Firstly, I understand byte padding in structs. But I have still a small test contain a double field in struct and I don't know how to explain this :
typedef struct {
char a;
double b;
}data;
typedef struct{
char a;
int b;
}single;
int main(){
printf("%d\n",sizeof(double));
printf("%d\n",sizeof(single));
printf("%d\n",sizeof(data));
}
Through out this test, the answer is : 8
8
and 16
.
Why this result make me thinking ?
By second test, we can see size of word on my machine is 4 bytes.
By first test, we can see size of double is 8 bytes.
So, at the struct data
: the result should be 12 bytes : 4 bytes for char and 8 bytes for double.
But, I don't know why the result is 16 bytes. (So strange with me)
Please explain it for me, thanks :)
It's sixteen bytes so that if you have an array of data
s, the double
values can all be aligned on 8-byte boundaries. Aligning data properly in memory can make a big difference in performance. Misaligned data can be slower to operate on, and slower to fetch and store.
The procedure typically used for laying out data in a struct is essentially this:
Offset += -Offset & A-1
, assuming two’s complement for the negation.) Assign the current value of Offset to be the offset of this member. Add the size of the member to Offset.As Earnest Friedman-Hill stated, the last step adds padding to the end of the struct so that, in an array of them, each struct begins at the required alignment.
So, for a struct such as struct { char c; double d; int32_t i; }
, on a typical implementation, you have:
Observe that the above has nothing to do with any word size of the machine. It only uses the alignment requirement of each member. The alignment requirement can be different for each type, and it can be different from the size of the type, and the above will still work.
(The algorithm breaks if alignment requirements are not powers of two. That could be fixed by making the last step increase the offset to be a multiple of the least common multiple of all the alignments.)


• _What you should do_: Apart from the images, the entire listing below must be restated word for word.

• _Information supplied_:
☆ ☆ ☆

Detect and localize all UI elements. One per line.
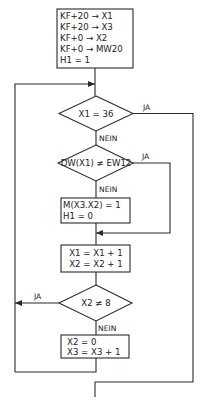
decision2-no-label: NEIN (99, 185, 117, 194)
decision3-no-label: NEIN (98, 324, 116, 333)
flowchart-canvas: KF+20 → X1 KF+20 → X3 KF+0 → X2 KF+0 → M… (0, 0, 207, 406)
action-box1-line-1: M(X3.X2) = 1 (63, 200, 121, 210)
action-box3-line-2: X3 = X3 + 1 (67, 347, 121, 357)
decision2-text: DW(X1) ≠ EW12 (61, 158, 132, 168)
loop-back-arrowhead (88, 81, 95, 87)
decision1-text: X1 = 36 (79, 109, 114, 119)
decision3-text: X2 ≠ 8 (81, 298, 111, 308)
action-box1-line-2: H1 = 0 (63, 211, 93, 221)
box3-to-loop-line (15, 358, 96, 372)
decision3-yes-arrowhead (15, 300, 22, 306)
init-line-3: KF+0 → X2 (60, 33, 107, 43)
decision2-merge-arrowhead (96, 230, 103, 236)
decision1-yes-label: JA (142, 103, 151, 112)
init-line-1: KF+20 → X1 (60, 11, 113, 21)
action-box2-line-1: X1 = X1 + 1 (69, 248, 123, 258)
decision2-yes-label: JA (141, 152, 150, 161)
init-line-2: KF+20 → X3 (60, 22, 113, 32)
action-box3-line-1: X2 = 0 (67, 337, 97, 347)
decision3-yes-label: JA (33, 292, 42, 301)
loop-back-line (15, 84, 95, 372)
init-line-4: KF+0 → MW20 (60, 44, 123, 54)
decision1-no-label: NEIN (99, 134, 117, 143)
action-box2-line-2: X2 = X2 + 1 (69, 259, 123, 269)
init-line-5: H1 = 1 (60, 55, 90, 65)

☆ ☆ ☆

• _Your response_:
Detect and localize all UI elements. One per line.
decision2-no-label: NEIN (99, 185, 117, 194)
decision3-no-label: NEIN (98, 324, 116, 333)
flowchart-canvas: KF+20 → X1 KF+20 → X3 KF+0 → X2 KF+0 → M… (0, 0, 207, 406)
action-box1-line-1: M(X3.X2) = 1 (63, 200, 121, 210)
action-box3-line-2: X3 = X3 + 1 (67, 347, 121, 357)
decision2-text: DW(X1) ≠ EW12 (61, 158, 132, 168)
loop-back-arrowhead (88, 81, 95, 87)
decision1-text: X1 = 36 (79, 109, 114, 119)
decision3-text: X2 ≠ 8 (81, 298, 111, 308)
action-box1-line-2: H1 = 0 (63, 211, 93, 221)
box3-to-loop-line (15, 358, 96, 372)
decision3-yes-arrowhead (15, 300, 22, 306)
init-line-3: KF+0 → X2 (60, 33, 107, 43)
decision2-merge-arrowhead (96, 230, 103, 236)
decision1-yes-label: JA (142, 103, 151, 112)
init-line-1: KF+20 → X1 (60, 11, 113, 21)
action-box2-line-1: X1 = X1 + 1 (69, 248, 123, 258)
decision2-yes-label: JA (141, 152, 150, 161)
init-line-2: KF+20 → X3 (60, 22, 113, 32)
action-box3-line-1: X2 = 0 (67, 337, 97, 347)
decision3-yes-label: JA (33, 292, 42, 301)
loop-back-line (15, 84, 95, 372)
init-line-4: KF+0 → MW20 (60, 44, 123, 54)
decision1-no-label: NEIN (99, 134, 117, 143)
action-box2-line-2: X2 = X2 + 1 (69, 259, 123, 269)
init-line-5: H1 = 1 (60, 55, 90, 65)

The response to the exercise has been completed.